TDD Code walk through
This page walks you through a simple TDD kata
Pre-requisite knowledge
How to install a unit testing framework for the particular language
An understanding of why testing is important
How to write a unit test and run the test
The three A's (Arrange, Act, Assert)
Writing incremental tests and why this is important - one test, some production code, then next test and some production code
The problem statement
A user can send from a front end application a series of comma separated words to be logged as part of a wider application. You can assume that there already exists some code that sends a cleansed array of words to the business/database tier - these are referred to as tags. You must design an implementation class (the CUT) that splits that string into an array of strings. You will need to write the tests first, then the production code.
Overview
You are going to develop a small piece of code that accepts a comma delimited list of tags (words/tokens - characters, numbers, some symbols like $£%& but not a comma) and must return an array of tags. The preceding and proceeding commas should be removed, white spaces preceding the first tag must be removed, white spaces proceeding the last tag must be removed, contiguous series of words separated with spaces and ended with a comma should be treated as single tag
Examples of the rules are as follows
"java" must return ["java"]
"java, python" must return ["java", "python"]
"java, C#, python" must return ["java", “C#”, "python"]
" java" must return ["java"]
",java" must return ["java"]
"java," must return ["java"]
"java byte code, python" must return ["java byte code", "python"]
Constructs your tests in the following order
Test 1
def test_split_empty_string_result_empty_array(self):
# arrange
stringToSplit = ""
regex = ""
expResult = []
result = None
cut = TagManipulator()
# act
result = cut.parse_string(stringToSplit, regex)
# assert
assert result == expResult
Implementation code
def parse_string(self, tags, regex):
result = []
if len(tags) < 1 :
return result
return result
If you are asking yourself “is this all the code should do?” Good question, we never write anymore code than is required to pass the test. If we do, then we have production code for which there are no tests.
Test 2
def test_split_comma_empty_string_result_empty_array(self):
# arrange
stringToSplit = ","
regex = ",\\ *"
expResult = []
result = None
cut = TagManipulator()
# act
result = cut.parse_string(stringToSplit, regex)
# assert
assert result == expResult
Implementation code
Test 3
Implementation code
In this CUT we have refactored the code to use the regular expression function split()
Test 4
Implementation code
CUT doesn't change. Someone may ask "but I thought we only write enough to pass the test?" We did, but a side effect it that this other test also passes. it doesn't mean it's wrong. If the test did fail, then we would have to change the CUT to pass the test.
Test 5
Implementation code
CUT does not change
Test 6
Implementation code
Test 7
Implementation code
CUT does not change
Test 8
Implementation code
CUT does not change
Test 9
Implementation code
CUT does not change
Test 10
Implementation code
CUT does not change
Test 11
Implementation code
You could argue that where the CUT does not change, the tests could be merged into a single test with multiple asserts within that test.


* _Problem statement_
Here is the listing. Report each line in it that contains the string "name".

╭─ Records shown

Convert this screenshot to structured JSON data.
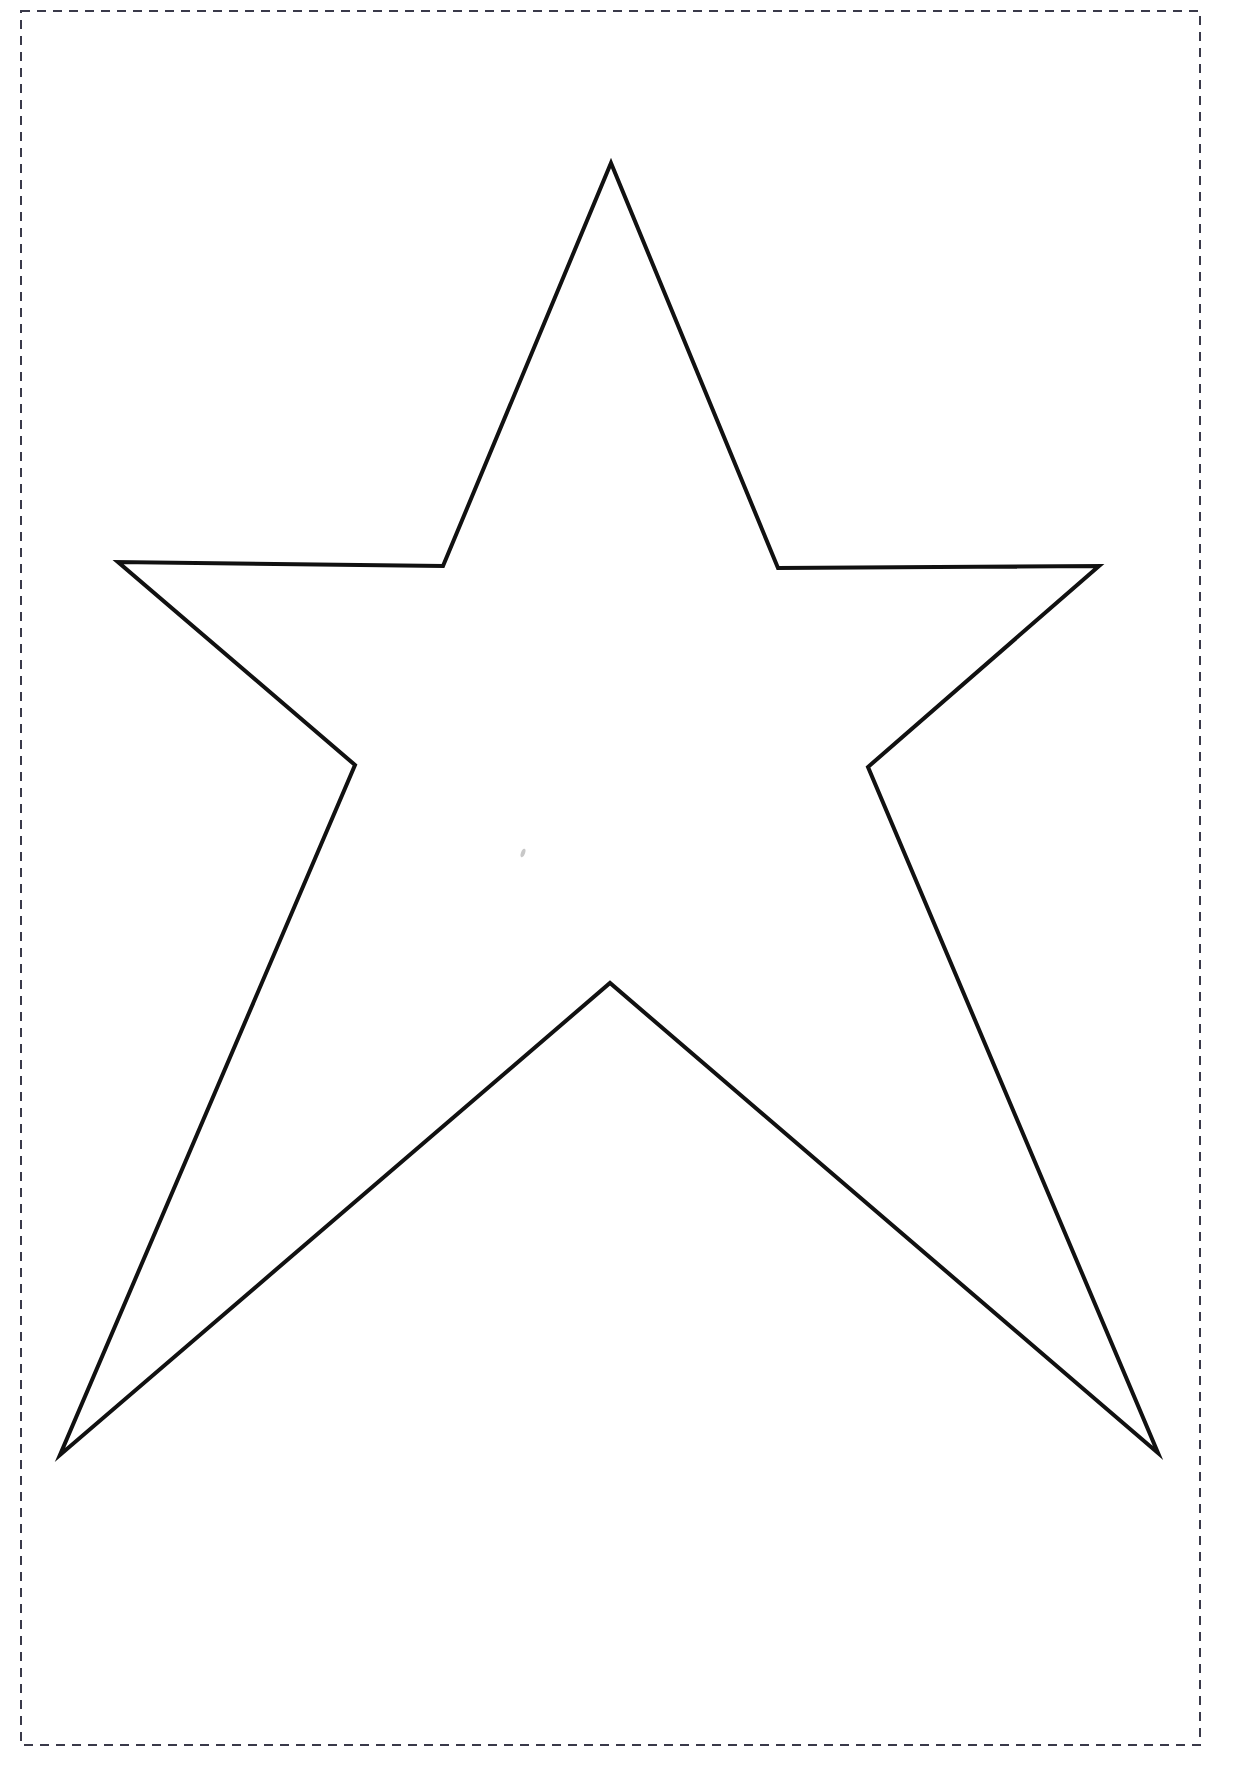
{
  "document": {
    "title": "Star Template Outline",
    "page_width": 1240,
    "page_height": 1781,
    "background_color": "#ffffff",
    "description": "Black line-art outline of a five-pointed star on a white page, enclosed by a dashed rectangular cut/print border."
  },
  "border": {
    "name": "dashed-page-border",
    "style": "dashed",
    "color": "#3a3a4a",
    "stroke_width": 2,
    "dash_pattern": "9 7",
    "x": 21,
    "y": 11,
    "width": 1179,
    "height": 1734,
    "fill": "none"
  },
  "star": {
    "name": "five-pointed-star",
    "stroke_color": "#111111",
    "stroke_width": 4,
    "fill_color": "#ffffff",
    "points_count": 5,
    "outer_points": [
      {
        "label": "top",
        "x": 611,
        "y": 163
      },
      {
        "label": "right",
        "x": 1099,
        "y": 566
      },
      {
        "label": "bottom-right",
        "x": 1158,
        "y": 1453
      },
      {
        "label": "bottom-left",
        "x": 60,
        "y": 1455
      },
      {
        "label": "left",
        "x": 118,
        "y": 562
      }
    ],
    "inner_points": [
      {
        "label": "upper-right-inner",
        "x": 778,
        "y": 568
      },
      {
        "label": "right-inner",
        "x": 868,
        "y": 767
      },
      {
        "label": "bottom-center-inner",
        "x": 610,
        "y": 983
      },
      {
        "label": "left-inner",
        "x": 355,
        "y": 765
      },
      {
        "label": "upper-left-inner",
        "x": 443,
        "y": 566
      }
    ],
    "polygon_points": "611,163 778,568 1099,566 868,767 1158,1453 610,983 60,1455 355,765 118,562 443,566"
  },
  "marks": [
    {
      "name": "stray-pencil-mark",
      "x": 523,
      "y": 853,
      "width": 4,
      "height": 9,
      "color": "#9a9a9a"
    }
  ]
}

╰─
╭─ Records shown

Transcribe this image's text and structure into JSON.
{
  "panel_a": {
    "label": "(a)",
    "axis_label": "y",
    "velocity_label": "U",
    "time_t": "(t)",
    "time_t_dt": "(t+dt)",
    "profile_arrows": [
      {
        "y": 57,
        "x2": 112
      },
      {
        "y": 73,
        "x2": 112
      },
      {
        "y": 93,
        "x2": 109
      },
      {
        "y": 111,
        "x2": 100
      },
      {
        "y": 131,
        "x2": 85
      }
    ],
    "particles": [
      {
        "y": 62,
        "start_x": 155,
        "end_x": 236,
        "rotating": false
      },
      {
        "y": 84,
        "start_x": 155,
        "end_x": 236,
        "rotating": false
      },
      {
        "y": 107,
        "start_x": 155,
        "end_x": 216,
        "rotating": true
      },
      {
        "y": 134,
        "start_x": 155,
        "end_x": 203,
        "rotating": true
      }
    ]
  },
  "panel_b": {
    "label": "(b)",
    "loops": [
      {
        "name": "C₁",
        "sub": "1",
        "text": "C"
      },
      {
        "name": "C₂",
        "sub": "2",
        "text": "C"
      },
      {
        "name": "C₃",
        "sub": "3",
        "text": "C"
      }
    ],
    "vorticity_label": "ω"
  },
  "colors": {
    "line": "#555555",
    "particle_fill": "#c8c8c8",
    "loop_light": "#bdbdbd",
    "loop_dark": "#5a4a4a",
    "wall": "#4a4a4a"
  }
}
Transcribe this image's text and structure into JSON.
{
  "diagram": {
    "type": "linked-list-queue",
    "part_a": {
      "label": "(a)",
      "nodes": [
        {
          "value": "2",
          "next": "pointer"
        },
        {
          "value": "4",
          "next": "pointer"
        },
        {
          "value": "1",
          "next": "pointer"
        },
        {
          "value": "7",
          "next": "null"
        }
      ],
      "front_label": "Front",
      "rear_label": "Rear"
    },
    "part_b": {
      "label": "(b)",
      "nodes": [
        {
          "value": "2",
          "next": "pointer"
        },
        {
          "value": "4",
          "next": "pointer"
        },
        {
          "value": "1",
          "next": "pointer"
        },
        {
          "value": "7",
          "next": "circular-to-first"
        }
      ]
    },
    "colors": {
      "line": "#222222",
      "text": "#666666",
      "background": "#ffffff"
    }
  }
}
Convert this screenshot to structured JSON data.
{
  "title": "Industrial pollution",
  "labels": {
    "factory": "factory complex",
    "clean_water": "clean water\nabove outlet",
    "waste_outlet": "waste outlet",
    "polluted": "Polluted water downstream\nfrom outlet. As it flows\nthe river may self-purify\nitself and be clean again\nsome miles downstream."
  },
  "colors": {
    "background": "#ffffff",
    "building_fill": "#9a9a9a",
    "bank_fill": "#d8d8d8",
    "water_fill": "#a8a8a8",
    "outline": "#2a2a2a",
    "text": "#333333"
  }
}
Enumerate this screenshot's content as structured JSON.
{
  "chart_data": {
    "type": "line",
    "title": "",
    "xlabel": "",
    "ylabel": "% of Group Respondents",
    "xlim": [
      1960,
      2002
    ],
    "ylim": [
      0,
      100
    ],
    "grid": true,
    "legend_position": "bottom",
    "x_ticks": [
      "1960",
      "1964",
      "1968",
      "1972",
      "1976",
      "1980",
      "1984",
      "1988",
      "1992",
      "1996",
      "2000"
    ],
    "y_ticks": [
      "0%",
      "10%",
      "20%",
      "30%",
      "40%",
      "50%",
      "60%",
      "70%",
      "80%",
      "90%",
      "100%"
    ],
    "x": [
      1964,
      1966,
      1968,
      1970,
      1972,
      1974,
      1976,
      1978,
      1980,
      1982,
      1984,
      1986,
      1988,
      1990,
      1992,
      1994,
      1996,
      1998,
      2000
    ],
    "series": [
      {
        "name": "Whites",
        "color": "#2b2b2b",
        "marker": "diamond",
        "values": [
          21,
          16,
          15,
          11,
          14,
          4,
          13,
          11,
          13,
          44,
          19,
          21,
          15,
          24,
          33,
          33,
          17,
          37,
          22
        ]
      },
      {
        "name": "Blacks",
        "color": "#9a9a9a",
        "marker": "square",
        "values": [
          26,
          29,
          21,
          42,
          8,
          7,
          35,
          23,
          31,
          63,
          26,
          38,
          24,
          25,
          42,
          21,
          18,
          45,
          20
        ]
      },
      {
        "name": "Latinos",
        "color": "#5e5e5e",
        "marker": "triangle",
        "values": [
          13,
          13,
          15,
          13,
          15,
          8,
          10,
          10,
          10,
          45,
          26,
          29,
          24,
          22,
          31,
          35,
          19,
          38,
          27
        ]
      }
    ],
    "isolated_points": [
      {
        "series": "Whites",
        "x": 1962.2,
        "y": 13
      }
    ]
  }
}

╰─

* _Response to this exercise_
    "name": "dashed-page-border",
    "name": "five-pointed-star",
      "name": "stray-pencil-mark",
        "name": "C₁",
        "name": "C₂",
        "name": "C₃",
        "name": "Whites",
        "name": "Blacks",
        "name": "Latinos",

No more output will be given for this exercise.